Great Lakes Echo (https://greatlakesecho.org/page/3/?s=drone&search_submit=GO)
West Michigan company shoots projects as diverse as extreme sports, high end real estate, marketing materials.
Minnesota and Ohio are also among the states that unsuccessfully sought the designation to host test sites for drones.
We’re always on the look out for innovative stories and reporting techniques at Michigan State University’s Knight Center for Environmental Journalism. In a couple weeks we’ll launch a series on civilian applications of drones for gathering information about the environment. I teach a course encompassing remote sensing, including the use of drones, as newsgathering tools. So a story in the print edition of the New York Times, Drones Offer Journalists a Wider View, caught my eye at Monday’s breakfast table. It’s an interesting enough piece about a controversial technology.
Dave Poulson, the founder and editor of the Knight Center’s award-winning environmental news service, has retired after more than 21 years on the MSU Journalism School faculty. We at the Knight Center miss him already. Poulson, a professor of practice, spearheaded the center’s initiatives to boost diversity among environmental journalism students and practitioners, securing grant support from the Mott Foundation and Great Lakes Integrated Sciences and Assessments program. “Dave has been committed to the notion that knowledge about the environment belongs in the hands of everyone. He’s been a powerful science communicator – through Great Lakes Echo, the Knight Center and other news outlets – and a terrific science educator, helping those with scientific knowledge communicate that insight to the public,” J-School director Tim Vos said.
By Gabrielle Nelson
Robert Karner and the Glen Lake Association are on a mission to preserve the crystal-clear waters of Glen Lake next to Sleeping Bear Dunes and protect its ecosystem from invasive species. That includes Eurasian watermilfoil and one that’s gaining attention, Japanese koi. In May, bowfishers partnered with the association, a preservation and protection organization for the 46 square miles of the Glen Lake/Crystal River watershed, caught and removed four invasive koi from Little Glen Lake on the Leelanau Peninsula. “Not all invasive species are actionable,” or able to be removed, once they are introduced to a lake or river, said Karner, a biologist at the Glen Lake Association. “But a big fish like Japanese koi, at least that’s something we think is manageable.”

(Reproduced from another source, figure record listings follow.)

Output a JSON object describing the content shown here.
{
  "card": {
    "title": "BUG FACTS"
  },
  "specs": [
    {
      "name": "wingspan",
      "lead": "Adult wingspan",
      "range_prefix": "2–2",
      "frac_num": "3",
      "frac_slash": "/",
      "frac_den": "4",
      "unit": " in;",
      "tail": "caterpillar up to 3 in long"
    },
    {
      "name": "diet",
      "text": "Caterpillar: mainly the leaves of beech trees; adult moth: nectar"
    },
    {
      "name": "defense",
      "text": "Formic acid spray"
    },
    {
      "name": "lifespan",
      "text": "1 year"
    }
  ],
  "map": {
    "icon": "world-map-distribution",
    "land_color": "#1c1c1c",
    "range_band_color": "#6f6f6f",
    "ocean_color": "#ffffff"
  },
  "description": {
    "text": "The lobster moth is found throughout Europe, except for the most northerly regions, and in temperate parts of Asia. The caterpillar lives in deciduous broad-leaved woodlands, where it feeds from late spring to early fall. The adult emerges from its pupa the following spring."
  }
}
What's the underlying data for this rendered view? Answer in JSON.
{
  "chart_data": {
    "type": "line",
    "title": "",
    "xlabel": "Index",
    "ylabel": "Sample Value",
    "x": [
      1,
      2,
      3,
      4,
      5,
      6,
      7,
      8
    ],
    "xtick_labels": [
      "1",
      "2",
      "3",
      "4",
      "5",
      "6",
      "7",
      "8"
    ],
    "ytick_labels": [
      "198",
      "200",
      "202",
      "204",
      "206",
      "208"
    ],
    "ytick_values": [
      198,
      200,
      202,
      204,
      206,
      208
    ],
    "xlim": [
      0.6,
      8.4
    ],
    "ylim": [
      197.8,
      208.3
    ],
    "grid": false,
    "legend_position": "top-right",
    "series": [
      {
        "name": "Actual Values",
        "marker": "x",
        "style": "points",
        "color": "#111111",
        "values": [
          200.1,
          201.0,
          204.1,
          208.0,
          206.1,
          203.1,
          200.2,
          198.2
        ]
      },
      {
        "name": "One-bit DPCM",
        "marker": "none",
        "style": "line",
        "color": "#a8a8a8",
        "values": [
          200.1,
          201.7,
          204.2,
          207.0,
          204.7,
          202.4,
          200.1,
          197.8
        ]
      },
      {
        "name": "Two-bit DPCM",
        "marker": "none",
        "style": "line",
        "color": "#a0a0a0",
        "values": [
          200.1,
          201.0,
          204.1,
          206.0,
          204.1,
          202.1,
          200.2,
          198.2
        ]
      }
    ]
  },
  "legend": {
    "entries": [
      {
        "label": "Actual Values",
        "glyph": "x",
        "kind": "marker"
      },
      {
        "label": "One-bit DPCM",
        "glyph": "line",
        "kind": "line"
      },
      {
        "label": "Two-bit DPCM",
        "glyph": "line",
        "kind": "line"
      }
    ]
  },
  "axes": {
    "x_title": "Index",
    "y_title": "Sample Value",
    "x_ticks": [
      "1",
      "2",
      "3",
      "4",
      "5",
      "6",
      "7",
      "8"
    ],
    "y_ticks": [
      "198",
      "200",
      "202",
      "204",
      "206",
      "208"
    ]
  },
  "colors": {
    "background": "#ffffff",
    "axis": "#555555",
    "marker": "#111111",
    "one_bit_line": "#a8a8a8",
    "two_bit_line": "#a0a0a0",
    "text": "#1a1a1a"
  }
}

The removal is part of a three-year effort to remove invasive koi from the lake to protect native plants and animals.
Precision agriculture technology has been evolving over the past decades, and farming has become more productive and efficient with the further implementation of artificial intelligence.

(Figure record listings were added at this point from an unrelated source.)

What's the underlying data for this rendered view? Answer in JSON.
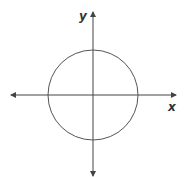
{
  "diagram": {
    "type": "coordinate-plane-with-circle",
    "axes": {
      "x_label": "x",
      "y_label": "y",
      "color": "#444444"
    },
    "circle": {
      "center": [
        0,
        0
      ],
      "stroke": "#555555"
    },
    "background": "#ffffff"
  }
}
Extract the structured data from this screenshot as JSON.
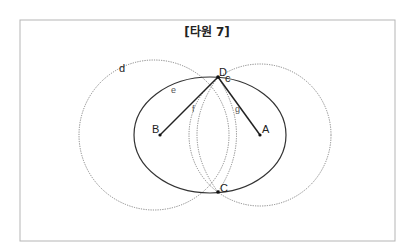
{
  "title": "[타원 7]",
  "colors": {
    "frame": "#b5b5b5",
    "ellipse": "#333333",
    "circles": "#777777",
    "segments": "#222222",
    "points": "#111111"
  },
  "figure": {
    "frame": {
      "x": 20,
      "y": 20,
      "width": 375,
      "height": 221
    },
    "circles": [
      {
        "name": "d",
        "cx": 154,
        "cy": 135,
        "r": 75,
        "style": "dotted"
      },
      {
        "name": "c",
        "cx": 260,
        "cy": 135,
        "r": 71,
        "style": "dotted"
      }
    ],
    "ellipse": {
      "name": "e",
      "cx": 210,
      "cy": 135,
      "rx": 76,
      "ry": 58
    },
    "points": [
      {
        "name": "A",
        "x": 260,
        "y": 135
      },
      {
        "name": "B",
        "x": 160,
        "y": 135
      },
      {
        "name": "C",
        "x": 218,
        "y": 192
      },
      {
        "name": "D",
        "x": 218,
        "y": 77
      }
    ],
    "segments": [
      {
        "name": "f",
        "from": "B",
        "to": "D"
      },
      {
        "name": "g",
        "from": "A",
        "to": "D"
      }
    ]
  },
  "labels": {
    "A": "A",
    "B": "B",
    "C": "C",
    "D": "D",
    "c": "c",
    "d": "d",
    "e": "e",
    "f": "f",
    "g": "g"
  }
}
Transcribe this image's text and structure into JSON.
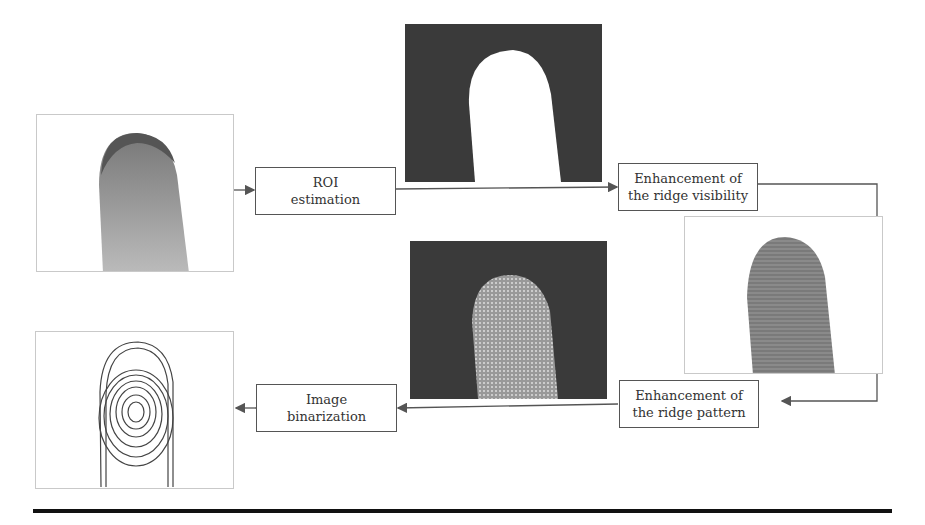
{
  "diagram": {
    "type": "fingerprint-processing-pipeline",
    "steps": [
      {
        "id": "roi",
        "label_line1": "ROI",
        "label_line2": "estimation"
      },
      {
        "id": "visibility",
        "label_line1": "Enhancement of",
        "label_line2": "the ridge visibility"
      },
      {
        "id": "pattern",
        "label_line1": "Enhancement of",
        "label_line2": "the ridge pattern"
      },
      {
        "id": "binarization",
        "label_line1": "Image",
        "label_line2": "binarization"
      }
    ],
    "images": [
      {
        "id": "input-finger",
        "description": "Grayscale fingertip photo on white background"
      },
      {
        "id": "roi-mask",
        "description": "White finger silhouette mask on dark background"
      },
      {
        "id": "visibility-result",
        "description": "Fingertip with enhanced ridge visibility on white background"
      },
      {
        "id": "pattern-result",
        "description": "Enhanced ridge pattern fingertip on dark background"
      },
      {
        "id": "binary-result",
        "description": "Binarized fingerprint ridge pattern"
      }
    ],
    "colors": {
      "box_border": "#555555",
      "arrow": "#555555",
      "dark_background": "#3a3a3a",
      "rule": "#111111"
    }
  }
}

A 2023 study by the U.S. Department of Agriculture found only 27% of farms and ranches nationally used such precision agriculture practices, but the rate was around 40% in Michigan.

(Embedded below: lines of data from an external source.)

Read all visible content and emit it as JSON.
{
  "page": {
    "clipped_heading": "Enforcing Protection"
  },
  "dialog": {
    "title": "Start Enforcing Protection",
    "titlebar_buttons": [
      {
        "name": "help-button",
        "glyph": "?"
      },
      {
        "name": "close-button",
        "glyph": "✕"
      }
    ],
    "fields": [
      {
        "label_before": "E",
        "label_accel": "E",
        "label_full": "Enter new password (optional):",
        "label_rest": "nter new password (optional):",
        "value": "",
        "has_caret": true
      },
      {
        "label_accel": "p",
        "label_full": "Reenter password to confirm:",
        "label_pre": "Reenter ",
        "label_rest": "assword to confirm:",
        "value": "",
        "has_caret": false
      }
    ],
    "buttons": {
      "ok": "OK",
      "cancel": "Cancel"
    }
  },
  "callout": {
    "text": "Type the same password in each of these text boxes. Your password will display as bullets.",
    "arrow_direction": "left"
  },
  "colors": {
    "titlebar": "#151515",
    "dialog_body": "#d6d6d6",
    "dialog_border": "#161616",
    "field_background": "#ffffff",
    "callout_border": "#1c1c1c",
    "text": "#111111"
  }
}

Reporting on environmental problems and controversies remains a perilous endeavor, as demonstrated by a series of incidents around the globe.
Journalists are physically assaulted, jailed, interrogated by police, kidnapped, fired, sued for libel, harassed and even murdered for seeking to expose environmental crimes
Rice is in its renaissance now.
The heaviest thing that he has found is a full-sized safe in the Rouge River in Delray, Michigan, taking seven people with magnets and hooks to pull it out.
The BeBots and Pixedrones will be deployed to Olander Park near Toledo, and then Hinckley Reservation, North Coast Harbor, Fairport Harbor Beach of the Cleveland area.